Monday, August 25, 2008

Daddy Yankee Go Home

It's all over the news cycle right now, but this is disappointing news. DY was a gracious interview subject and he at least has ideas about what could happen with reggaeton, but this endorsing McCain move, done at an Arizona high school today, is embarrassing. Speculation about how this was orchestrated is already raging. I guess my favorite conspiracy theory would some how tie the late "Coquito," the late Puerto Rican drug dealer who was also a reggaeton impresario and apparently friends with two PNP (statehood party) politicians to both McCain and Yankee. 
         It's not a stretch to link alleged Coquito associate Héctor Martínez Maldonando, the senator from the Puerto Rican town of Carolina to the McCain effort, since much of his party is behind the Arizona senator. But DY rival Don Omar has been more strongly associated with Coquito. Still it seems like strange bedfellows. 
         I could spout outrage about DY, and how this sort of stuff is proof of his weasely PNP sellout loyalty, or that the whole Torres de Sabana thing should have been ample warning about his lack of authenticity and culture-stealing ways. But seriously, it's so unusual for a music or film megastar to have coherent politics that I'm not shocked. Tego knew this from the beginning and that's why he's scaled back his expectations since the first major label deal soured on him. Interesting to see how Calle 13's political stridency holds up in their new album expected in October.
          Did I talk about race yet? Well that's probably the most troubling aspect of all of this. DY is simultaneously the biggest and "lightest" reggaeton star, something many observers don't think is a coincidence. Is this just another example of Latinos (Hispanics?) failing to warm up to Obama over race? If it is, frankly it's nauseating.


Could you return all of the entries word for word, minus any pictures?
▬▬▬▬▬▬▬▬▬▬
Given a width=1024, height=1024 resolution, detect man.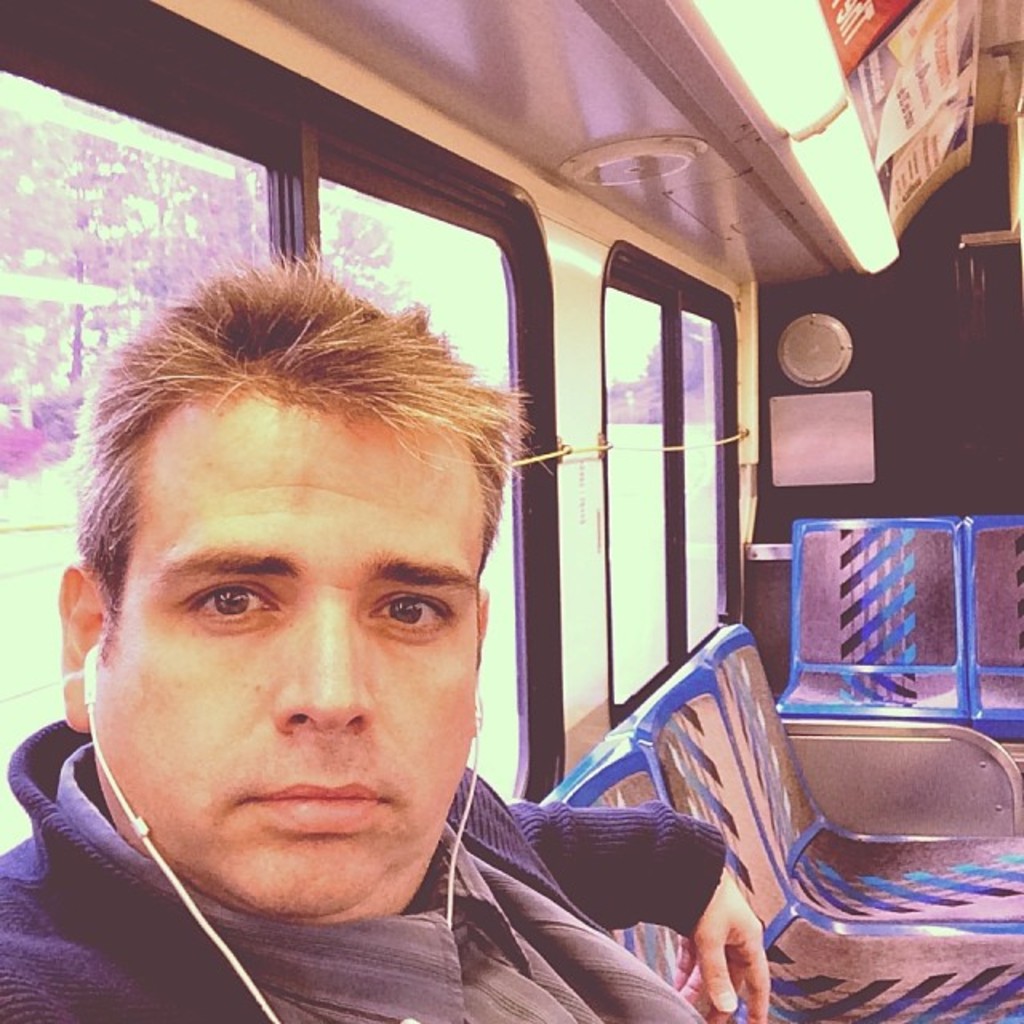
box=[0, 253, 709, 1023].
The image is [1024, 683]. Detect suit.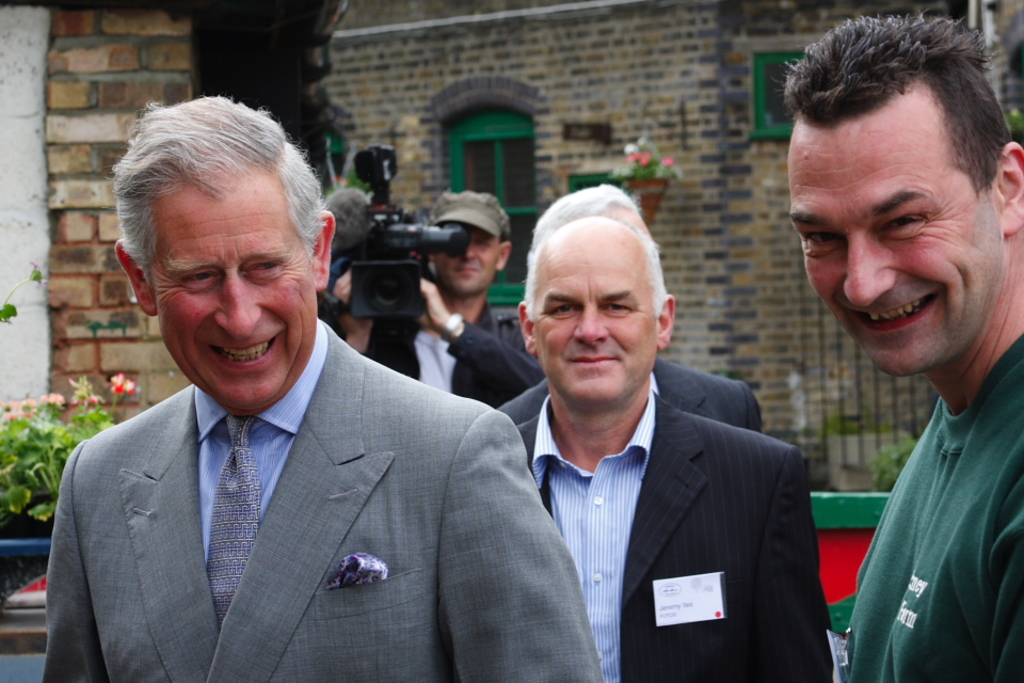
Detection: 518, 395, 836, 682.
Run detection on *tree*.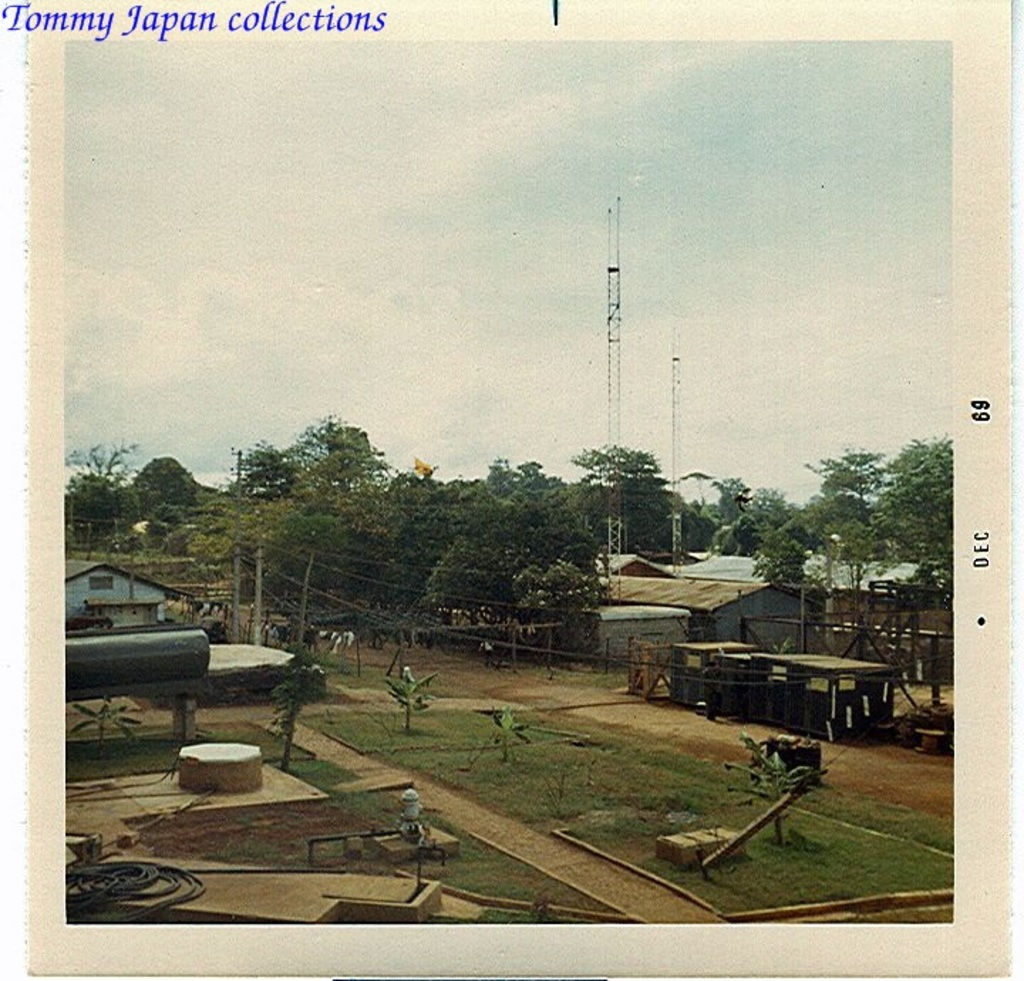
Result: <bbox>381, 667, 435, 731</bbox>.
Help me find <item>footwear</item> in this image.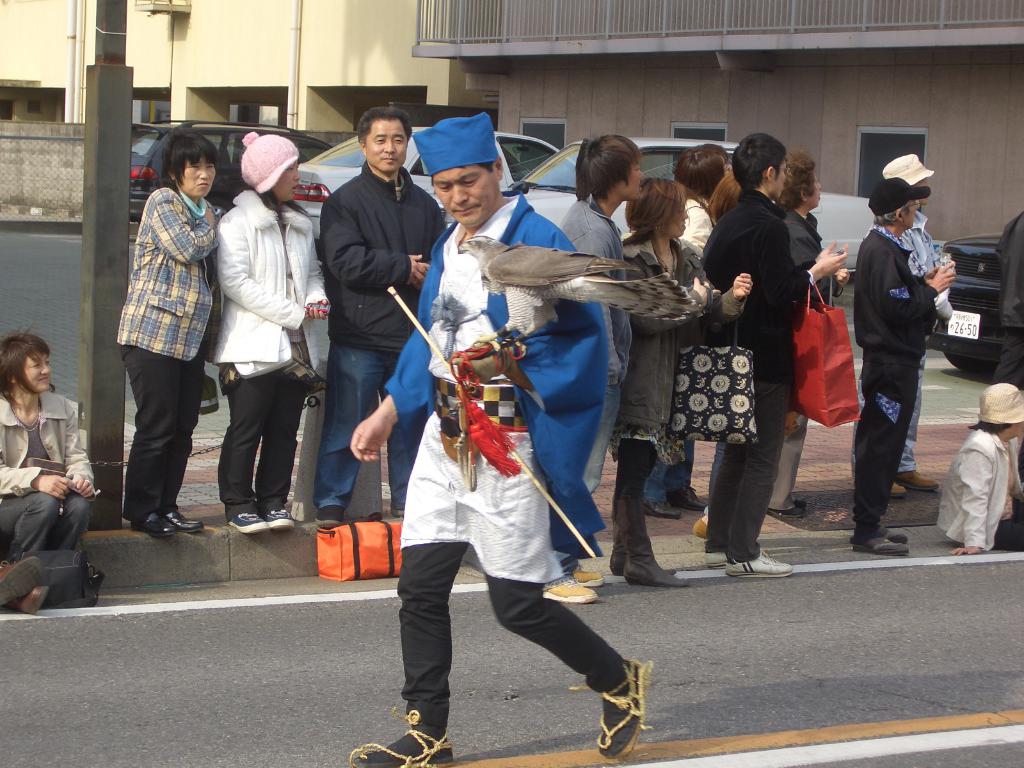
Found it: l=543, t=582, r=598, b=603.
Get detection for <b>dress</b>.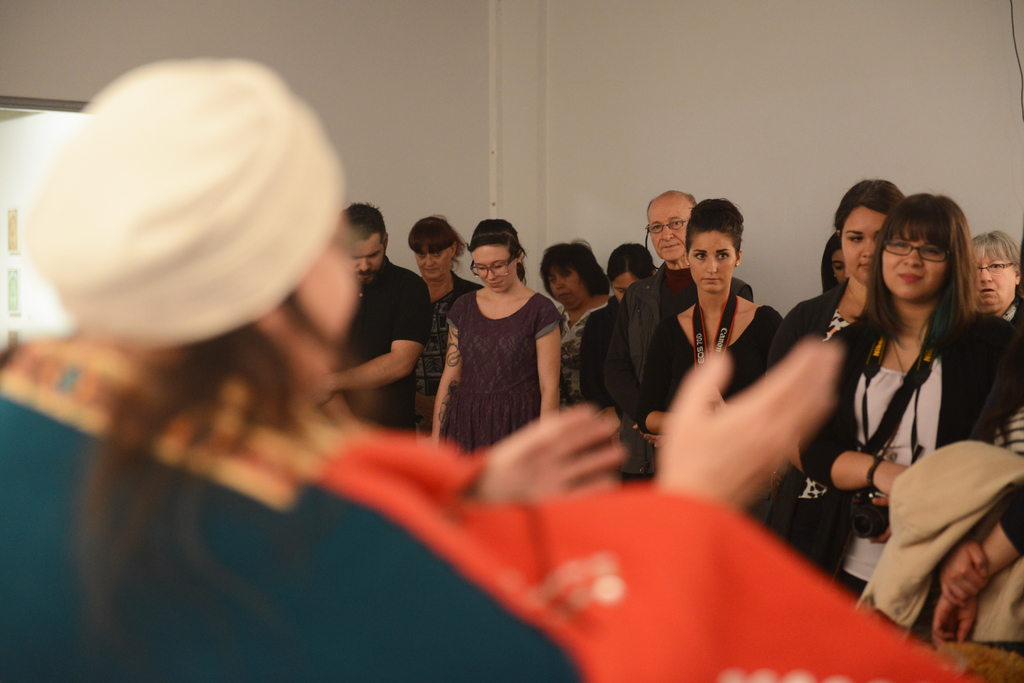
Detection: (440, 287, 561, 447).
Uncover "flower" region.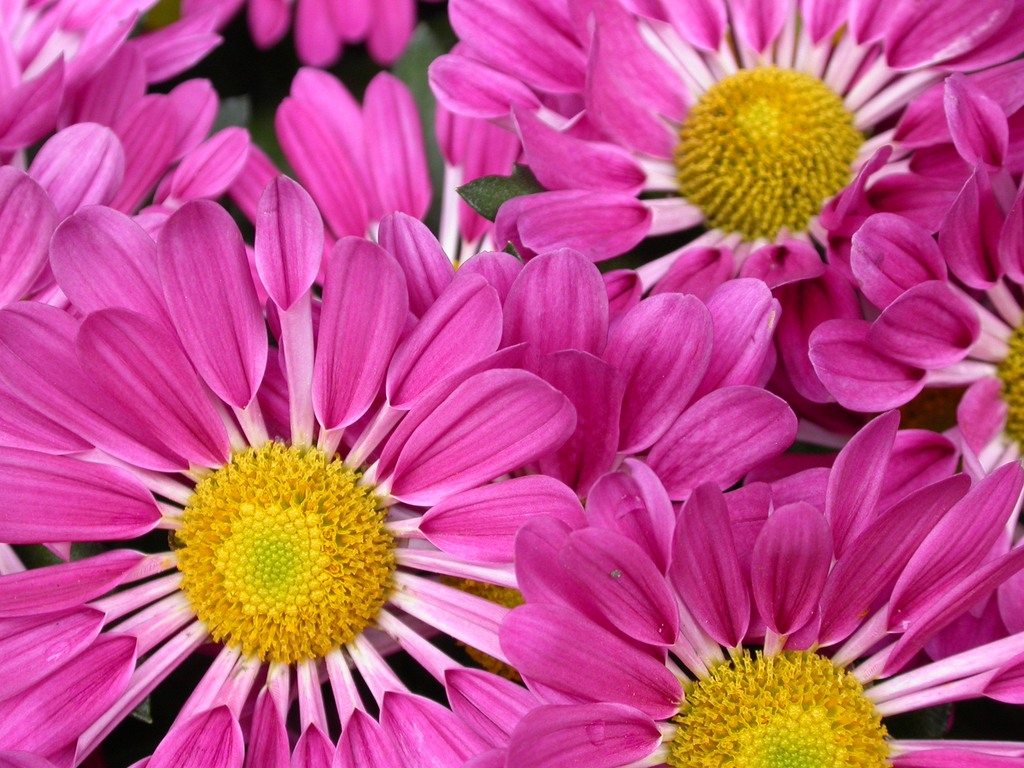
Uncovered: {"left": 522, "top": 464, "right": 1023, "bottom": 767}.
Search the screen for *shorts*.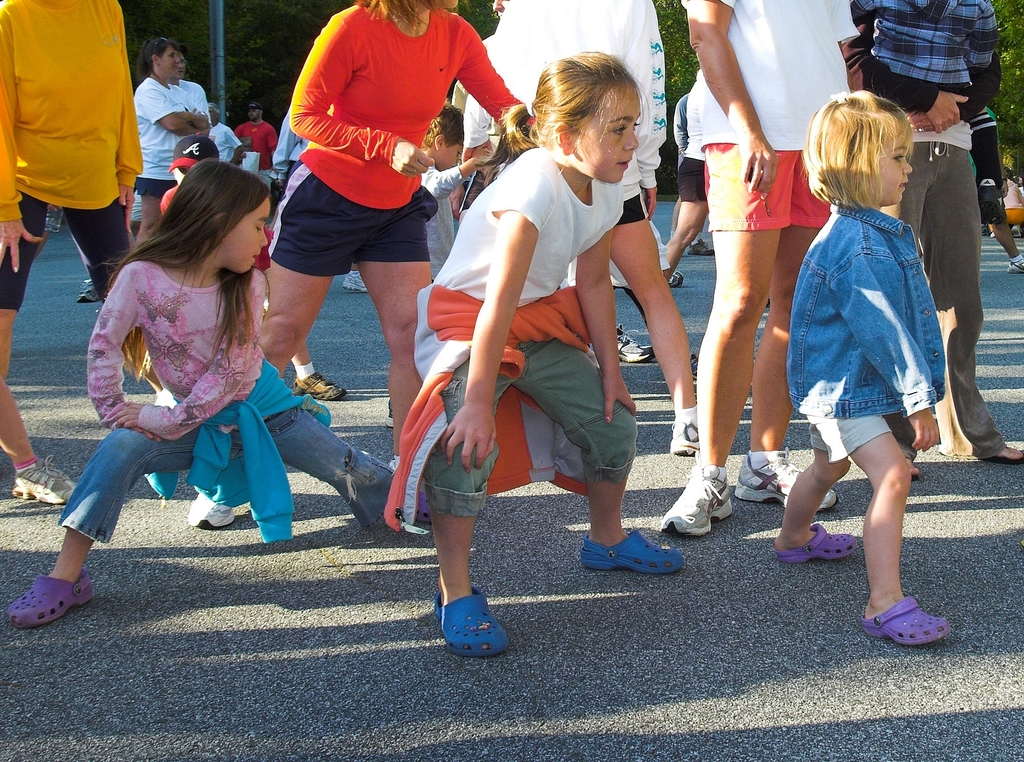
Found at 425,341,641,516.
▬▬▬▬▬▬▬▬▬▬
EXERCISE SOLUTION:
Given a width=1024, height=1024 resolution, detect man.
box=[0, 253, 709, 1023].
The image is [1024, 683]. Detect suit.
Detection: 518, 395, 836, 682.
Run detection on *tree*.
Result: <bbox>381, 667, 435, 731</bbox>.
Help me find <item>footwear</item> in this image.
Found it: l=543, t=582, r=598, b=603.
Get detection for <b>dress</b>.
Detection: (440, 287, 561, 447).
Uncover "flower" region.
Uncovered: {"left": 522, "top": 464, "right": 1023, "bottom": 767}.
Search the screen for *shorts*.
Found at 425,341,641,516.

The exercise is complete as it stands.